I edit my original message, what I mean, and I guess it's vague ? is that if you go deep end first into learning extra languages you may not keep your morale in order. You might get disappointed because you can't learn to speak Icelandic in two weeks (like one guy claims) so you start off with an easy language first, get the benefits of a second language which will make wanting a third almost inevitable.
The class I was in was told by the teacher "they may say it that way in (native country) but that's not what I'll teach here, no, I won't teach it that way" needless to say that person proved themselves an idiot over and over. Dumped that course, but not the language.lightcrystal wrote: ↑November 18th, 2021, 12:13 am By the way the weirdest experience I had was being taught Mandarin Chinese by a Scotsman with a thick Scottish accent. That got interesting
In the end even a Scotsman will give you worthwhile education in Chinese which you can use. It all seems to fall into place and I wouldn't be able to say one part was better quality than another part any more than you can taste each and every ingredient in a cake after you've baked it.
I know what your saying, you learn from grandma and you'll sound like grandma, it's sort-of true, but in a way it doesn't turn out as you would expect it to. I think your brain just deletes the Scottish accent and goes with it.
I would say a Englishman Irishman and Scotsman all walk into a bar and teach you Chinese, you learn the words and grammar and vocab, but not the accent.
Conversely you goto the all native Shenzen born tutors in London and they'll teach you almost the same thing, a little better, and you'll learn words grammar and vocab, but you still won't have an accent.
I would say the only way to get the accent is to live there for some years.
I say we can listen to people halfway through learning our language and we shall remain clueless as to the identity of their teachers.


- TASK TO COMPLETE: Copy all the entries below exactly, but not the pictures.

··· DATA SECTION ···

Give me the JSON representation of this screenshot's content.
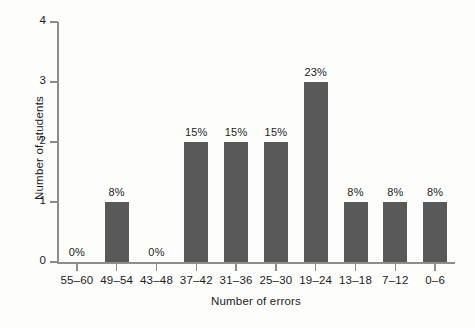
{
  "chart_data": {
    "type": "bar",
    "title": "",
    "xlabel": "Number of errors",
    "ylabel": "Number of students",
    "categories": [
      "55–60",
      "49–54",
      "43–48",
      "37–42",
      "31–36",
      "25–30",
      "19–24",
      "13–18",
      "7–12",
      "0–6"
    ],
    "values": [
      0,
      1,
      0,
      2,
      2,
      2,
      3,
      1,
      1,
      1
    ],
    "data_labels": [
      "0%",
      "8%",
      "0%",
      "15%",
      "15%",
      "15%",
      "23%",
      "8%",
      "8%",
      "8%"
    ],
    "ylim": [
      0,
      4
    ],
    "yticks": [
      0,
      1,
      2,
      3,
      4
    ],
    "ytick_labels": [
      "0",
      "1",
      "2",
      "3",
      "4"
    ],
    "grid": false,
    "legend": false,
    "bar_color": "#595959",
    "axis_color": "#8d8d8d",
    "text_color": "#1c1c1c",
    "background": "#fdfdfc"
  }
}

···

- SOLUTION:
Give me the JSON representation of this screenshot's content.
{
  "chart_data": {
    "type": "bar",
    "title": "",
    "xlabel": "Number of errors",
    "ylabel": "Number of students",
    "categories": [
      "55–60",
      "49–54",
      "43–48",
      "37–42",
      "31–36",
      "25–30",
      "19–24",
      "13–18",
      "7–12",
      "0–6"
    ],
    "values": [
      0,
      1,
      0,
      2,
      2,
      2,
      3,
      1,
      1,
      1
    ],
    "data_labels": [
      "0%",
      "8%",
      "0%",
      "15%",
      "15%",
      "15%",
      "23%",
      "8%",
      "8%",
      "8%"
    ],
    "ylim": [
      0,
      4
    ],
    "yticks": [
      0,
      1,
      2,
      3,
      4
    ],
    "ytick_labels": [
      "0",
      "1",
      "2",
      "3",
      "4"
    ],
    "grid": false,
    "legend": false,
    "bar_color": "#595959",
    "axis_color": "#8d8d8d",
    "text_color": "#1c1c1c",
    "background": "#fdfdfc"
  }
}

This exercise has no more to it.